There is a great balance between instrumental sounds, processed sounds and natural-like sounds, all within a frame of great structural coherence. Very nice work, I strongly recommend this piece.

———————– REVIEW 2 ———————
PAPER: 68
TITLE: Creatures from the Black Bassoon
AUTHORS: Kyle Vanderburg

OVERALL RATING: 2 (accept)
REVIEWER'S CONFIDENCE: 3 (high)
Artistic Merit: 3 (medium)
Technical Quality: 3 (medium)
Feasibility of Performance: 5 (high)

The most obvious aspect of this piece is that the material's source is very localized: bassoon's sounds, processed and unprocessed. The space between very naturalist sounds and electronic transformations is very large and involves an interesting risk: presenting easily recognizable sounds that will share a context with dramatically transformed sounds.

In this piece, the most naturalist sounds are often presented relatively detached, from an spatial point of view: they are in many occasions almost not reverberated, keeping, naturally, a high presence and thus proximity feeling for the listener. Sometimes (I think for example on 07'15″) sounds (coming certainly from sounds made by the read alone) presents spatial trajectories accompanied by a very remarkable reverberation, too obvious in my opinion.

Those are examples showing that the problem of integrating natural sounds (that naturally carry their space's information, specially with sounds produced by a “double read” as the bassoon, should it be a similar issue with an oboe I can add) with dramatically transformed sounds is a complex question. The piece do not reach a global, coherent and homogeneous solution, and has some problems of balance concerning the global formal profile, but has the undeniable merit to show the problem, to approach it carrying by the way interesting materials.

———————– REVIEW 3 ———————
PAPER: 68
TITLE: Creatures from the Black Bassoon
AUTHORS: Kyle Vanderburg

OVERALL RATING: 3 (strong accept)
REVIEWER'S CONFIDENCE: 4 (expert)
Artistic Merit: 4 (medium high)
Technical Quality: 4 (medium high)
Feasibility of Performance: 4 (medium high)

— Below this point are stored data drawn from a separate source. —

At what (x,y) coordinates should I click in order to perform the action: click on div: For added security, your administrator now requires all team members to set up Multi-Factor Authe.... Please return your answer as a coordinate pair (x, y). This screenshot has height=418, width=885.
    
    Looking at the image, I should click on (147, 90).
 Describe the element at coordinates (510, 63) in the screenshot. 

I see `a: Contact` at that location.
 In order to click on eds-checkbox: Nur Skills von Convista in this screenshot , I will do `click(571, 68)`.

The composer shows as that he knows different techniques and resources of acousmatic composition. The artistic result is very interesting and suggestive.

————————- METAREVIEW ————————
PAPER: 68
TITLE: Creatures from the Black Bassoon
Please read the reviewers notes.

So apparently I'm going to Slovenia in September. Surprise!

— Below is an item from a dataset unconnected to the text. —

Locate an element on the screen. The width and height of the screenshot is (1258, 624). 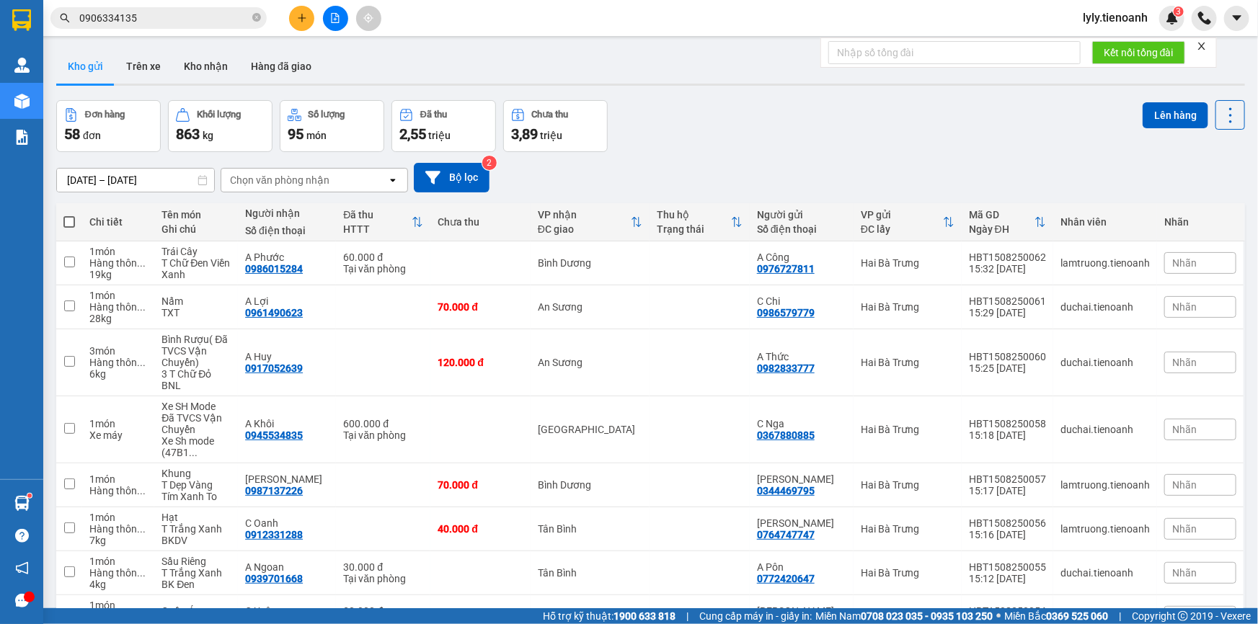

What this year has taught me.

So, I've survived my first year of being a DMA student. That part, not that tough. What was far more difficult was deciding to stop writing acoustic music cold turkey, switch to electronic music completely, and spend an academic year writing mainly electronic pieces. That was surprisingly rough in a lot of different ways, and I think I'm in the unique position to offer the advice to anyone wanting to try it: Don't.

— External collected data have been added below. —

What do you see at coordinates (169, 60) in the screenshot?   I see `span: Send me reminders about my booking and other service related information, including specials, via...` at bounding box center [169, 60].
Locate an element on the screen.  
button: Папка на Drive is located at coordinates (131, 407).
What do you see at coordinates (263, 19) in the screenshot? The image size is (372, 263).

Don't what? Don't write electronic music?

That's not what I'm saying. Learning Pro Tools and Max and GRM Tools and this and that have been FANTASTIC. It forces you to listen to and think about sound in a totally different way (like doing improvised music), it stretches your mind in different directions, and it's a great academic exercise. What you shouldn't do is completely jettison one of your emotional outlets like writing acoustic music. If you've spent seven+ years writing notes, and then you switch to not writing notes, the changes will be evident. Or at least they were in my case. It has been like switching languages entirely, and not having the vocabulary to express your thoughts. And that has resulted in me watching a lot of TV instead of writing music.

Luckily I'm rebounding from that, and I do hope to eventually finish my marimba and tape piece, and I'll likely use some electronic element in my dissertation. But I'm returning to the world of notes soon.

2nd grade music classes.

9:39:59 PM – John Case: i was ready to sleep around 7 lol… but i figured that was a bad idea
9:40:13 PM – Kyle Vanderburg: am or pm?
9:40:19 PM – John Case: pm
9:40:28 PM – John Case: i was up at 6ish
9:40:33 PM – Kyle Vanderburg: Ah. Ew.
9:40:46 PM – Kyle Vanderburg: ooh ah ah
9:40:52 PM – Kyle Vanderburg: ting tang walla walla bing bang.
9:41:04 PM – John Case: yes… dr eisenbart.
9:41:17 PM – Kyle Vanderburg: That's willa willa wit boom boom.
9:41:27 PM – John Case: oh my bad
9:41:45 PM – John Case: you can understand my confusion
9:41:49 PM – Kyle Vanderburg: Totally.